If an integer, this defines a multiple-level (nested) container. The number defines the depth for which to identify and serialize the objects. In this case, the function output object will always be identified together with the element tree. For instance, consider the two-level list L = [[obj1, obj2], [obj3, obj4]]. With container_output=0, there will be a single function output node for list L. Starting from L, there will be two additional nodes for each of the inner lists (L[0] and L[1], i.e., all elements from level zero). With container_output=1, there will be a single function output node for list L. Starting from L, there will be two additional nodes for each of the inner lists (L[0] and L[1]). Finally, starting from each inner list, there will be output nodes for obj1 and obj2 (linked to L[0]) and for obj3 and obj4 (linked to L[1]). Therefore, all elements from level one are identified, and linked to the respective elements from level zero.

If a tuple, this defines a range of the levels in a nested container to consider when identifying the objects output by the function. For example, taking the same list above, a container_output=(0, 1) will start from level zero and stop at the elements from level one (similar to container_output=1). With container_output=(1, 1), the first level will be ignored as function output. The function will have two output nodes (directly for L[0] and L[1]). Starting from each inner list, there will be output nodes for obj1 and obj2 (linked to L[0]) and for obj3 and obj4 (linked to L[1]). Therefore, the first level (zero) of the container is ignored, and only elements from level one are described. The range feature is useful for functions where the relevant outputs are containers whose elements should also be described, but those containers are grouped inside a single return list instead of the function returning a tuple with the containers.

It is important to note that all levels identified as integers or range tuples should point to levels in the nested-container that contain iterables. For example, in the list L above, the level 2 are the objects objX. If container_output=2, Alpaca will try to iterate over each objX and describe their elements. If they are not iterable, an error will be raised.

Default: False

Raises:
ValueError

If inputs is not a list or not None.

Attributes:
activebool

If True, provenance tracking is active. If False, provenance tracking is suspended. This attribute is set using the activate()/deactivate() interface functions.

historylist of FunctionExecution

All events that were tracked. Each function call is structured in a named tuple FunctionExecution that stores:

  • ‘function’: FunctionInfo named tuple;

  • ‘inputs’: dict with the DataObject or File named tuples associated with every input value to the function;

  • ‘params’: dict with the positional/keyword argument names that are not data/file input/file output as keys. Values are the value of each argument as passed to the function call;

  • ‘output’: dict with the DataObject or File named tuples associated with the values returned by the function or files written to the disk;

  • ‘arg_map’: names of the positional arguments;

  • ‘kwarg_map’: names of the keyword arguments;

  • ‘call_ast’: ast.AST object containing the Abstract Syntax Tree of the code that generated the function call.

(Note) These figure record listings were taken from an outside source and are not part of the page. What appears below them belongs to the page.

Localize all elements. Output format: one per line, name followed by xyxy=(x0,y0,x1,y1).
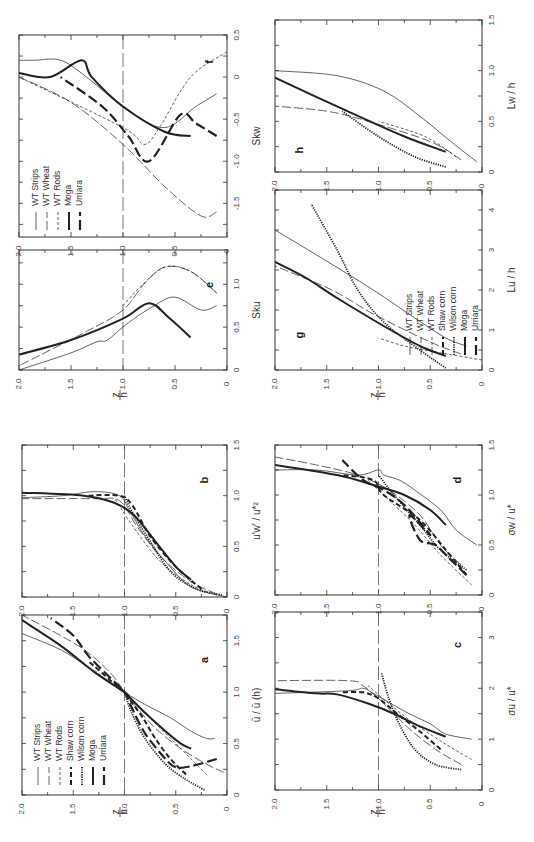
legend-label: Moga xyxy=(87,739,97,761)
z-tick-label: 2.0 xyxy=(270,180,279,192)
z-tick-label: 0 xyxy=(222,806,231,811)
x-tick-label: 1 xyxy=(487,736,496,741)
legend-label: Moga xyxy=(459,309,469,331)
x-tick-label: 1.0 xyxy=(232,686,241,698)
x-tick-label: 1.0 xyxy=(487,65,496,77)
z-tick-label: 0.5 xyxy=(425,378,434,390)
legend-label: WT Strips xyxy=(32,724,42,761)
plot-frame xyxy=(275,190,482,370)
legend-label: Urriara xyxy=(98,735,108,761)
x-tick-label: 4 xyxy=(487,207,496,212)
z-tick-label: 1.5 xyxy=(322,798,331,810)
series-wilson-corn xyxy=(382,673,462,770)
z-tick-label: 0 xyxy=(477,801,486,806)
series-moga xyxy=(275,465,446,525)
x-tick-label: 1.5 xyxy=(487,14,496,26)
z-tick-label: 1.0 xyxy=(374,180,383,192)
x-tick-label: 0.5 xyxy=(232,737,241,749)
plot-frame xyxy=(275,20,482,172)
x-tick-label: 3 xyxy=(487,635,496,640)
z-tick-label: 2.0 xyxy=(270,378,279,390)
series-urriara xyxy=(61,77,217,162)
series-wt-rods xyxy=(368,686,472,760)
z-tick-label: 2.0 xyxy=(14,378,23,390)
series-wt-wheat xyxy=(22,498,217,594)
legend-label: WT Wheat xyxy=(415,290,425,331)
x-tick-label: 0.5 xyxy=(232,321,241,333)
series-shaw-corn xyxy=(342,475,466,575)
x-tick-label: 3 xyxy=(487,247,496,252)
x-tick-label: 0.5 xyxy=(232,540,241,552)
x-tick-label: 1 xyxy=(487,327,496,332)
x-tick-label: 0 xyxy=(487,169,496,174)
z-tick-label: 0.5 xyxy=(170,378,179,390)
panel-label: e xyxy=(203,282,215,288)
z-over-h-label: zh xyxy=(368,390,387,400)
legend-label: Shaw corn xyxy=(65,721,75,761)
legend: WT StripsWT WheatWT RodsShaw cornWilson … xyxy=(32,716,108,785)
legend-label: WT Wheat xyxy=(43,720,53,761)
x-tick-label: 1.5 xyxy=(232,439,241,451)
x-tick-label: 0.5 xyxy=(487,539,496,551)
series-wt-rods xyxy=(94,670,207,775)
x-tick-label: 0 xyxy=(232,74,241,79)
legend-label: WT Rods xyxy=(426,296,436,331)
legend-label: Urriara xyxy=(74,180,84,206)
z-tick-label: 0 xyxy=(222,381,231,386)
series-moga xyxy=(275,78,446,152)
series-moga xyxy=(19,60,191,136)
panel-d: 00.51.01.52.000.51.01.5σw / u*d xyxy=(270,439,517,615)
z-tick-label: 2.0 xyxy=(14,245,23,257)
z-tick-label: 0.5 xyxy=(425,798,434,810)
x-tick-label: 1.0 xyxy=(232,490,241,502)
x-tick-label: 0 xyxy=(232,367,241,372)
z-tick-label: 1.0 xyxy=(118,245,127,257)
x-axis-label: σw / u* xyxy=(506,504,517,535)
x-axis-label: Lu / h xyxy=(506,267,517,292)
z-tick-label: 1.5 xyxy=(322,378,331,390)
z-tick-label: 1.5 xyxy=(68,605,77,617)
series-moga xyxy=(22,493,191,580)
x-tick-label: 0 xyxy=(487,787,496,792)
x-tick-label: 1.5 xyxy=(232,635,241,647)
legend-label: Wilson corn xyxy=(448,286,458,331)
series-moga xyxy=(275,689,446,736)
z-over-h-label: zh xyxy=(110,390,129,400)
x-tick-label: 0.5 xyxy=(487,115,496,127)
z-tick-label: 0 xyxy=(222,608,231,613)
series-wt-wheat xyxy=(19,266,217,365)
z-tick-label: 1.0 xyxy=(374,378,383,390)
panel-label: a xyxy=(198,656,210,663)
x-tick-label: -1.5 xyxy=(232,196,241,210)
x-tick-label: -1.0 xyxy=(232,154,241,168)
svg-text:h: h xyxy=(376,392,387,398)
panel-label: h xyxy=(293,146,305,153)
z-tick-label: 1.5 xyxy=(322,603,331,615)
panel-g: 00.51.01.52.001234Lu / hgWT StripsWT Whe… xyxy=(270,190,517,390)
z-tick-label: 0.5 xyxy=(171,605,180,617)
legend-label: Shaw corn xyxy=(437,291,447,331)
legend-label: WT Wheat xyxy=(41,165,51,206)
x-tick-label: 1.0 xyxy=(232,278,241,290)
svg-text:h: h xyxy=(118,392,129,398)
panel-label: b xyxy=(198,476,210,483)
x-tick-label: 0.5 xyxy=(232,29,241,41)
z-tick-label: 0.5 xyxy=(171,803,180,815)
x-tick-label: 1.5 xyxy=(487,439,496,451)
x-tick-label: -0.5 xyxy=(232,112,241,126)
x-tick-label: 1.0 xyxy=(487,489,496,501)
x-axis-label: σu / u* xyxy=(506,686,517,716)
series-wt-strips xyxy=(19,59,217,128)
figure-canvas: 00.51.01.52.000.51.01.5ū / ū (h)aWT Stri… xyxy=(0,0,534,842)
x-axis-label: Sku xyxy=(251,301,262,318)
z-tick-label: 0.5 xyxy=(170,245,179,257)
z-tick-label: 0 xyxy=(222,248,231,253)
z-tick-label: 0 xyxy=(477,606,486,611)
z-tick-label: 1.5 xyxy=(66,245,75,257)
panel-h: 00.51.01.52.000.51.01.5Lw / hh xyxy=(270,14,517,192)
z-tick-label: 1.0 xyxy=(120,605,129,617)
z-tick-label: 2.0 xyxy=(270,798,279,810)
panels: 00.51.01.52.000.51.01.5ū / ū (h)aWT Stri… xyxy=(14,14,517,817)
z-tick-label: 1.0 xyxy=(374,603,383,615)
series-wt-strips xyxy=(275,71,477,162)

  • ‘code_statement’: str with the code statement calling the function.

  • ‘time_stamp_start’, ‘time_stamp_end’: str with the ISO representation of the start and end times of the function execution;

  • ‘return_targets’: names of the variables that store the function output(s) in the source code;

  • ‘order’: integer defining the order of this function call in the

    whole tracking history.

  • ‘execution_id’: str with the UUID of the particular function

    execution tracked.

source_filestr

Path to the script file being tracked.

session_idstr

Unique identifier (UUID) for this script execution.

inputslist

Names of the function arguments that are considered inputs.

file_inputslist

Names of the function arguments that are considered file inputs.

file_outputslist

Names of the function arguments that are considered file outputs.

container_inputslist

Names of the function arguments that are considered containers of data.

container_outputbool

True if the function outputs data in a container.